An Introduction to Historiography
Selected essays on the history of history
What is Historiography?
While reading history often seems like an adventure into the past, it never fully leaves the present. The ways in which existing power structures, political ideologies, personal interests, cultural criticism, and professional conventions impose on our interpretations of the past are rarely obvious. Historiography examines what these are and shows why we must aware of them for any critical reading of history.
Why Historiography?
In studying history, doubt is not only healthy, but necessary to the pursuit of ‘truth’. The most dangerous histories are those which are believed wholly and without hesitation.
Greek Historiography
The interest in the study of history can be traced back to the Greeks as bards and poets traveled widely around the Mediterranean before knowledge was recorded. Historical tradition in the ancient Greek world consisted of firsthand accounts that were retold across generations.
Roman Historiography
Roman historical works emphasized the Romans' superiority in relation to the rest of the world. The inclusion of fables and myths would create new challenges as it would be harder to determine what is the 'truth' that they are setting out to find and what is the 'fictional' or unimportant details.
Polybius
Only victors get to share their stories but one Greek prisoner refused to be silenced.
Bede
Were the so-called "Dark Ages" really all that dark? Despite what many scholars would have you think, there were histriographic advancements taking place before the Rennaisance in Medieval Europe.
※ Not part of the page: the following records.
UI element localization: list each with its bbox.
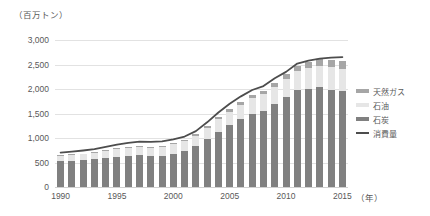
- x-axis-tick-label: 2005: [220, 191, 239, 201]
- legend-swatch-icon: [356, 89, 369, 93]
- legend-swatch-icon: [356, 103, 369, 107]
- x-axis-tick-label: 1990: [51, 191, 70, 201]
- legend-label: 石炭: [373, 114, 389, 125]
- legend-item[interactable]: 石油: [356, 98, 428, 112]
- legend-label: 消費量: [373, 128, 397, 139]
- plot-area: [55, 40, 348, 187]
- y-axis-tick-label: 2,500: [28, 60, 49, 70]
- legend-item[interactable]: 消費量: [356, 126, 428, 140]
- legend-swatch-icon: [356, 117, 369, 121]
- y-axis-unit-label: （百万トン）: [14, 8, 68, 20]
- y-axis-tick-label: 3,000: [28, 35, 49, 45]
- legend-item[interactable]: 天然ガス: [356, 84, 428, 98]
- legend-label: 天然ガス: [373, 86, 405, 97]
- energy-consumption-chart: （百万トン） 3,0002,5002,0001,5001,0005000 199…: [0, 0, 430, 216]
- x-axis-unit-label: （年）: [356, 191, 383, 203]
- legend-label: 石油: [373, 100, 389, 111]
- x-axis-tick-label: 2000: [164, 191, 183, 201]
- chart-legend: 天然ガス石油石炭消費量: [356, 84, 428, 140]
- y-axis-tick-label: 1,000: [28, 133, 49, 143]
- y-axis-tick-label: 0: [44, 182, 49, 192]
- x-axis-tick-label: 2010: [277, 191, 296, 201]
- legend-swatch-icon: [356, 132, 369, 134]
- consumption-line-series: [55, 40, 348, 187]
- gridline: [55, 187, 348, 188]
- y-axis-tick-label: 500: [35, 158, 49, 168]
- y-axis-tick-label: 2,000: [28, 84, 49, 94]
- x-axis-tick-label: 2015: [333, 191, 352, 201]
- legend-item[interactable]: 石炭: [356, 112, 428, 126]
- x-axis-tick-label: 1995: [108, 191, 127, 201]
- y-axis-tick-label: 1,500: [28, 109, 49, 119]
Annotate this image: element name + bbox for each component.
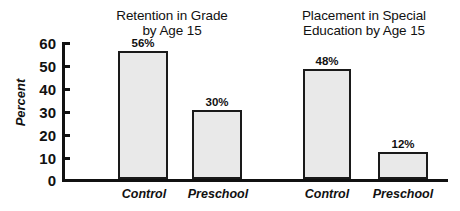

Medieval Islamic Historiography
Middle Eastern scientific and cultural achievements have traditionally been ignored by Eurocentric Western academia, and Middle Eastern historiography has accordingly been excluded from the traditional historiographical narrative. The sources most commonly used for Historiography classes focus almost exclusively on Greco-Roman and European historiographers, and this section hopes to include a medieval Middle Eastern perspective.
Renaissance Historiography
With humanism the approach to history began to change as scholars studied individual events and people in a more secular context. This shift in focus changes the purpose of writing history.
Reforming History
Reformation historiography largely centered around the revision of history, removing the elites as the sole makers and consumers of history. Protestant historians attempted to write their religion into history and to provide Protestantism with authority through origin stories. In the end, the Reformation became the catalyst for secular history and the professionalization of history as a profession.
Niccolò Machiavelli
Niccolò Machiavelli (1469-1527) is well known for his political writings---as well as his motives for political dominance and acquisition of power---but less appreciated are his impact on the writing of history. His emphasis on learning from history, human nature, and fortune changed the ways many historians approached their work.
The Dunning School
For a long time after the Civil War, The Dunning School of Thought dominated historical scholarship of slavery and Reconstruction. This deeply racist ideology was often mistaken for the truth because it was written in such a way that upheld the historical industry's highest standards.
The Annales School
Some of the most innovative and influential historiographic changes in the twentieth-century came from a group of French historians known as the Annales School. The methods they introduced challenged traditional historical focus from prominent and powerful individuals and shed light on often overlooked or dismissed populations and cultures.
Fernand Braudel
Have you ever wondered how *where* you live has influenced *who* you are? Are you a person of the desert, the mountains, the sea? Have you ever questioned the relativity of time or thought of time in terms of its relationship to space?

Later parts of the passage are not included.